Black Devil Doll is a nasty little picture, one with no apparent moral compass and the desire to mix the elements and aesthetics of blaxploitation films of the 1970's while loosely following the premise of the Child's Play series and making a priority out of including numerous scenes of doll-on-human sexual intercourse.
The film is inspired by the 1984 film of the same name just with "from Hell" added to the end of the title so we know exactly where this absurd little character once resided. This film's director, Jonathan Louis Lewis, clearly has admiration and a love for the films of the blaxploitation genre, a genre which was largely responsible for hiring young and old black talent in the 1970's to headline such inane pictures as Blacula and Black Dynamite. Lewis, however, creates a film that, while easy to admire for its devotion to such a quirky chapter in cinema's history, is hard to watch and incredibly uncomfortable to sit through, even in its barely-cinematic state of sixty-three minutes.
The main issue is with the approach Lewis chooses to take, which is seemingly to cater to the people who love to watch two foot tall wooden dolls have sex with full-grown women, with the camera, of course, focused on their voluptuous figures. This gets tedious really quickly, especially when the film's one-note joke isn't overplayed but severely underplayed once its intentions become clear. The film is a horror film, like many blaxploitation films were, but it takes so long to build to its horror elements and scenes of violence and gore that we've already laughed so much to even be ready for the horror elements. When they come, it's the most awkward "oh yeah" moment, after we just watched a black puppet have hardcore sex with several different women.
The film's slender story involves Heather (Heather Murphy), a young teen with a bulging bust in a cleavage-bearing top, who is bored one day and decides to remedy her boredom by screwing about with an Ouija board. Heather's antics come back to bite her when the Ouija Board brings her doll to life in the form of a recently deceased serial killer who murdered fifteen Caucasian women before raping them. Now, Heather meets the "black devil doll," falls in love with it, has sex with it numerous times, and so forth.
The second act takes a wee bit of a darker turn, with Heather inviting numerous friends over for an afternoon of fun and drinks but not before the doll can violently assault and have sex with each one.
Films like Black Devil Doll take the very principles of what film criticism was erected off of and shred them so they're unrecognizable. How to rate a film like this effectively is a mystery to me. While the film technically does what it sets out to do, that doesn't mean I had a grand time watching it. The film is so bogged down in dirty-mindedness, gratuitous nudity, graphic, redundant scenes of puppet-on-human sex that do nothing but make one uncomfortable, and then gore and violence to conclude the picture that is tacked on in a way that makes it seem unsure of its own direction.
As stated, Lewis clearly has a fondness for old school horror and the blaxploitation genre. Because of that, I hope he chooses to exercise it again at a later date. This is a picture that would've worked as a short rather than a medium-length film. Better yet, it would've worked best as a daydream.
Starring: Heather Murphy. Voiced by: Martin Boone. Directed by: Jonathan Louis Lewis.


TASK
The listing below holds a line with "Describe the element at coordinates (74, 346)" and a line with "What do you see at coordinates (565, 78)". Reproduce those two lines exactly, plus everything between them.

THE RECORDS
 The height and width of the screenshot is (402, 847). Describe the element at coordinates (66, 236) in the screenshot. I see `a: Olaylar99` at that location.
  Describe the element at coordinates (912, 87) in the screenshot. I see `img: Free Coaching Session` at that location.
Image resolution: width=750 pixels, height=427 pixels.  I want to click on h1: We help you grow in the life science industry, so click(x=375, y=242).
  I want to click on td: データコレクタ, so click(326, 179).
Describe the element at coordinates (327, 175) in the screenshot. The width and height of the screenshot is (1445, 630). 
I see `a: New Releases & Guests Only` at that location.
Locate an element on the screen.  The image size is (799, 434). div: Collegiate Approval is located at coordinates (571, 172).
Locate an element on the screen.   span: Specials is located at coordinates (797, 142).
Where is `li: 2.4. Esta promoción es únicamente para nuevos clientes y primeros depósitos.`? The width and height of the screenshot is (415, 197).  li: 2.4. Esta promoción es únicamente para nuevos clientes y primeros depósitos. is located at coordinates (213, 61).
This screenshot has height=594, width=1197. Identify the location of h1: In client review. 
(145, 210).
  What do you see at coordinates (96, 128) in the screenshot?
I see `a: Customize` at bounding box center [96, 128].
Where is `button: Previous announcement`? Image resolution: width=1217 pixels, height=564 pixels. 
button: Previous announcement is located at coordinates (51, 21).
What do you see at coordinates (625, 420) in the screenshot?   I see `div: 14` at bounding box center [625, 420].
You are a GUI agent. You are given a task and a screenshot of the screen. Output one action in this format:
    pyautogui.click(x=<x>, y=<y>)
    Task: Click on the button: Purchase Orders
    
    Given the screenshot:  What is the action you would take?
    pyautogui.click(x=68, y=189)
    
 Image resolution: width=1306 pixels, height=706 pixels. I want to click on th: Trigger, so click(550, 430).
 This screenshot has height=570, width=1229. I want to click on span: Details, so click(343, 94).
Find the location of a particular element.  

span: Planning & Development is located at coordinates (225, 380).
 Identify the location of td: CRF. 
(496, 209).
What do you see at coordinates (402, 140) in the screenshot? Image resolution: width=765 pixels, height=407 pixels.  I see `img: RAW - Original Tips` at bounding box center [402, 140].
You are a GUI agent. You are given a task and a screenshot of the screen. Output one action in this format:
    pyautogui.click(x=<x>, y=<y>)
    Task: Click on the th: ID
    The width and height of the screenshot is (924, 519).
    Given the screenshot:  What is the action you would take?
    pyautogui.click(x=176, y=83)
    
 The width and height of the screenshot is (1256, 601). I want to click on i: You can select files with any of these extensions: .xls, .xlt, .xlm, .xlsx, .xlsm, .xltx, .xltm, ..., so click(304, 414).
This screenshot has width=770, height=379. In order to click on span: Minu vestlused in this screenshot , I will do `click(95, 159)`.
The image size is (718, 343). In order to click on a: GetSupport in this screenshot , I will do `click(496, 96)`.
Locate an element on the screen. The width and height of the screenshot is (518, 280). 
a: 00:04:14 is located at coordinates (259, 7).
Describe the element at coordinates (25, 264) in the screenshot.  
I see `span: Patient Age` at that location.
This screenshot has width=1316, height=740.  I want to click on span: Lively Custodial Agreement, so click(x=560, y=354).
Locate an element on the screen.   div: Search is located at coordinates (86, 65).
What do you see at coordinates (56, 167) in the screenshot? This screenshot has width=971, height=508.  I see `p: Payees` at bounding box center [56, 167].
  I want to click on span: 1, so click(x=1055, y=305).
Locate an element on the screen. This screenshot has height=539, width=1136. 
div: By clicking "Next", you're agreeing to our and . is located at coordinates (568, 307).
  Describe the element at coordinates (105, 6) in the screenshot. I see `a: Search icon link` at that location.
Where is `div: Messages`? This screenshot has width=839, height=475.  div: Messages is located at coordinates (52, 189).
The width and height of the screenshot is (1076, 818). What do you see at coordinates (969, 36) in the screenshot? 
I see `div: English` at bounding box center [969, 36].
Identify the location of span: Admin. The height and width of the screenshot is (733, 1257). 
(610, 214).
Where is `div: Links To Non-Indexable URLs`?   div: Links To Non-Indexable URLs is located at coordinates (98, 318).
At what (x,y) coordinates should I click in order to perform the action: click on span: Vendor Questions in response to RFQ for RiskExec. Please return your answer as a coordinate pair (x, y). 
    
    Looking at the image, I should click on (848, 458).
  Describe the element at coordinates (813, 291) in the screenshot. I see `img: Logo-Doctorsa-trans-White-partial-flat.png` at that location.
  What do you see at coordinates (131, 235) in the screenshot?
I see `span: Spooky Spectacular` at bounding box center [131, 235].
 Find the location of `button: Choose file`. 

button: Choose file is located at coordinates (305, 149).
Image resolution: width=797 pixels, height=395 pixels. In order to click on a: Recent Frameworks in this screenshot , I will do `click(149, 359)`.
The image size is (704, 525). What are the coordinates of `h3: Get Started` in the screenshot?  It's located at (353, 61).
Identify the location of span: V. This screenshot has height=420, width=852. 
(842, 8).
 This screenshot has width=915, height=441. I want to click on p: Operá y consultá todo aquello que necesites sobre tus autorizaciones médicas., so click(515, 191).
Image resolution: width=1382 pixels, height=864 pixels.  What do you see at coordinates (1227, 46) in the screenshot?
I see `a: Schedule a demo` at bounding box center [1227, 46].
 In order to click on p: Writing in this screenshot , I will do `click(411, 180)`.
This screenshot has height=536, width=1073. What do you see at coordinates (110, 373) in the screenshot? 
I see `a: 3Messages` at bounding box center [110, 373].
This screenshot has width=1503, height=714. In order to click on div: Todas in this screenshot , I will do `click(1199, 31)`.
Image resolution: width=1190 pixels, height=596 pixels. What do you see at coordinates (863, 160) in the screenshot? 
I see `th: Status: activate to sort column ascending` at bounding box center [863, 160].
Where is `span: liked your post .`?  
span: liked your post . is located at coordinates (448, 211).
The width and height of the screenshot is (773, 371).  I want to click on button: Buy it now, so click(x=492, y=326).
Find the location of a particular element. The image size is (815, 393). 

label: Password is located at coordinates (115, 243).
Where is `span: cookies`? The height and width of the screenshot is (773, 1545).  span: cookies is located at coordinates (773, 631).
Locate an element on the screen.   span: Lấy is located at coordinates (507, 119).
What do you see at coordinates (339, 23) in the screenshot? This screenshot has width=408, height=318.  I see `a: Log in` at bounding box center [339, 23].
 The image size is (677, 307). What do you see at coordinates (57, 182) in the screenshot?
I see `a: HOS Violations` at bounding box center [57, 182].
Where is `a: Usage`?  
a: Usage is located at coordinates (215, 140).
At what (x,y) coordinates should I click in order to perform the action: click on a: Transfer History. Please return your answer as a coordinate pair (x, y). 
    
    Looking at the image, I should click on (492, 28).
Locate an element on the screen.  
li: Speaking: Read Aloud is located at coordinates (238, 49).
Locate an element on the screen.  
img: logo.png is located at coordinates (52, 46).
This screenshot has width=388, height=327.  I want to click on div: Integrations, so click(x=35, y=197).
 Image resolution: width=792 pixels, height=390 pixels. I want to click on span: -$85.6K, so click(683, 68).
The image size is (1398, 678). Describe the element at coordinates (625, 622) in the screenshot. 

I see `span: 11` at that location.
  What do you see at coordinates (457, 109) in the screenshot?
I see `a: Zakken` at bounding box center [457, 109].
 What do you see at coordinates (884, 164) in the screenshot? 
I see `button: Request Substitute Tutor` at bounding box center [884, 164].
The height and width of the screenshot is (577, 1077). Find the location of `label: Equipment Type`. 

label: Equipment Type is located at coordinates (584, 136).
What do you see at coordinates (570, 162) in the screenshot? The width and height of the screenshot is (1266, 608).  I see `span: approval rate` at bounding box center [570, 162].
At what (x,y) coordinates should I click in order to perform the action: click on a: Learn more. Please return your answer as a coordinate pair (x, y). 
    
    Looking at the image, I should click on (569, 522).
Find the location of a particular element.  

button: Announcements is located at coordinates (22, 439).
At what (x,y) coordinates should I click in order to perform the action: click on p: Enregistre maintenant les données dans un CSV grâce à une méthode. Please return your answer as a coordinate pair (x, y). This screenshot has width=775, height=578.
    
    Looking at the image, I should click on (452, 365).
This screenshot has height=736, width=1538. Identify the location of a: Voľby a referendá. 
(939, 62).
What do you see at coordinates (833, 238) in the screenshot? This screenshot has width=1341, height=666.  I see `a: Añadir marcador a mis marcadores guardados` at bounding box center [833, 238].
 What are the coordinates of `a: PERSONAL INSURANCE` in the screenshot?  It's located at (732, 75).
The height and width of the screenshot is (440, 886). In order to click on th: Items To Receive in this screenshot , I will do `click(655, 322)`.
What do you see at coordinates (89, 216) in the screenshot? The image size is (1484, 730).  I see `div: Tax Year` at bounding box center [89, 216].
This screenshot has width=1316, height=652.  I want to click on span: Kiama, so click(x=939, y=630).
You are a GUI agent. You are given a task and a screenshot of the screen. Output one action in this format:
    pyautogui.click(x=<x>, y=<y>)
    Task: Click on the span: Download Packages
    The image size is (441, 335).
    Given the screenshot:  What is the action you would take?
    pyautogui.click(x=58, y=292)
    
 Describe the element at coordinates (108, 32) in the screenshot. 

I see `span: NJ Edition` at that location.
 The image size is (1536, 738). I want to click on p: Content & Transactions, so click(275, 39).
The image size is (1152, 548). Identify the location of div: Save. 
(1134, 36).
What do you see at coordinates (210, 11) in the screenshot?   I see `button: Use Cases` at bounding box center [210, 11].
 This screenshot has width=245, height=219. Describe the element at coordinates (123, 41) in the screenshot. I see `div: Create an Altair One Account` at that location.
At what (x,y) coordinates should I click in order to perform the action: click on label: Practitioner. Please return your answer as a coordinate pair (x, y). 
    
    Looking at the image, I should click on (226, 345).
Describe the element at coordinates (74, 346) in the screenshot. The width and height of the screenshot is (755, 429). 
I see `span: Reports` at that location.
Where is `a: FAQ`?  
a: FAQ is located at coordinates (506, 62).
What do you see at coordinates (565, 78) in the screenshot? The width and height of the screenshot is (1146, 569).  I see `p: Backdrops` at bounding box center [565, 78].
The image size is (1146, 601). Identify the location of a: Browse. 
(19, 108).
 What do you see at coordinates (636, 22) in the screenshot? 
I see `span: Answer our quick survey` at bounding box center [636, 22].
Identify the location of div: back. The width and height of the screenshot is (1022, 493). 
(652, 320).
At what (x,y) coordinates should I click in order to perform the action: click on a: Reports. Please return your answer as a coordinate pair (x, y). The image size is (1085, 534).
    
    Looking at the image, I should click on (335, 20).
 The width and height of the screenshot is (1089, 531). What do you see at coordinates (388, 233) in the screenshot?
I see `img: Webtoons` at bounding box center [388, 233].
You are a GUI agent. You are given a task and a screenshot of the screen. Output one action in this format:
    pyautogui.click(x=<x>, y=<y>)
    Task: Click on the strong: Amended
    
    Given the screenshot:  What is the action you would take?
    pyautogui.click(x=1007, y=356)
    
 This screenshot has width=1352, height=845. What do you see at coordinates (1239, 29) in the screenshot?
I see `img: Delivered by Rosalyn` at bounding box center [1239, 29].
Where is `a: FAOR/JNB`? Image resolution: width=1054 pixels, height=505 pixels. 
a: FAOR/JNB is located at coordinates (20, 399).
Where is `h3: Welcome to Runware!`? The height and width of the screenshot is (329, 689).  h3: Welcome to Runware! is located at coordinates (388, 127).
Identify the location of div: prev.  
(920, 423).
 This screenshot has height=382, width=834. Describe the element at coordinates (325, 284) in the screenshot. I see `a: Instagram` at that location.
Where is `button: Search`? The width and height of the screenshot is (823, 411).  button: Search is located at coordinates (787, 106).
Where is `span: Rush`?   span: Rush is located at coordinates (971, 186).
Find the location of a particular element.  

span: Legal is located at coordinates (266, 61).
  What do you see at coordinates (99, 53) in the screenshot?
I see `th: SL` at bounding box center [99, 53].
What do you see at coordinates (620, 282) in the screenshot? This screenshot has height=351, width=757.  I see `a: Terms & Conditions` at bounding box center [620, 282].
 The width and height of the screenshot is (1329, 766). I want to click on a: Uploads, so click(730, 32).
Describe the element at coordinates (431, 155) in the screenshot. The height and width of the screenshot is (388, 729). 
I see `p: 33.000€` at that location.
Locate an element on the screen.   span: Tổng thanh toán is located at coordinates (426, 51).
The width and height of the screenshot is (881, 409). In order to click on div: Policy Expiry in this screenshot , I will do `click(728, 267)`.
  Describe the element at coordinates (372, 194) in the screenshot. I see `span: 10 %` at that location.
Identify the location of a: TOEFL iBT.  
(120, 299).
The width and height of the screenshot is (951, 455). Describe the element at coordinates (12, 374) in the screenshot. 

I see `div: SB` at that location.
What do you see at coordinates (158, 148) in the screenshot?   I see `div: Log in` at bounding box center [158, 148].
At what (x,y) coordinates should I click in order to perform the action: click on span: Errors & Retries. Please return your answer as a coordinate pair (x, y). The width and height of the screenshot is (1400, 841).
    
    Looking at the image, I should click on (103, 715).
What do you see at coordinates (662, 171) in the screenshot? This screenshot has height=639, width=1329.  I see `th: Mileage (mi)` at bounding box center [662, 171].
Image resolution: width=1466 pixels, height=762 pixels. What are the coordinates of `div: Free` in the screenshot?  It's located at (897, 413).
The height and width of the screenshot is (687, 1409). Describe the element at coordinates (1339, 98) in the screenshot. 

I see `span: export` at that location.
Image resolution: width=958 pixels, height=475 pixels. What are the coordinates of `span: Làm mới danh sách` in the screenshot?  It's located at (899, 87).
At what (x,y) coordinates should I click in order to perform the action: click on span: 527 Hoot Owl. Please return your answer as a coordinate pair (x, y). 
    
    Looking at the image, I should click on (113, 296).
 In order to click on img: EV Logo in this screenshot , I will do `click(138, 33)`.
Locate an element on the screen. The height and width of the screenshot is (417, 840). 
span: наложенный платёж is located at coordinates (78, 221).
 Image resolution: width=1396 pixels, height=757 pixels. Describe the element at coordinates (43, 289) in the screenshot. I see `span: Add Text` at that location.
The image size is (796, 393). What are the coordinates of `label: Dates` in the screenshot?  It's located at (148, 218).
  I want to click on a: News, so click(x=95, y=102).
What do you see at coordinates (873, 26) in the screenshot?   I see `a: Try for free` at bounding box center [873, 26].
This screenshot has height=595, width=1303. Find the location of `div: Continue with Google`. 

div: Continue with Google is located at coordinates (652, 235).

SOLUTION FOR THIS PROBLEM
Describe the element at coordinates (74, 346) in the screenshot. The width and height of the screenshot is (755, 429). 
I see `span: Reports` at that location.
Where is `a: FAQ`?  
a: FAQ is located at coordinates (506, 62).
What do you see at coordinates (565, 78) in the screenshot? The width and height of the screenshot is (1146, 569).  I see `p: Backdrops` at bounding box center [565, 78].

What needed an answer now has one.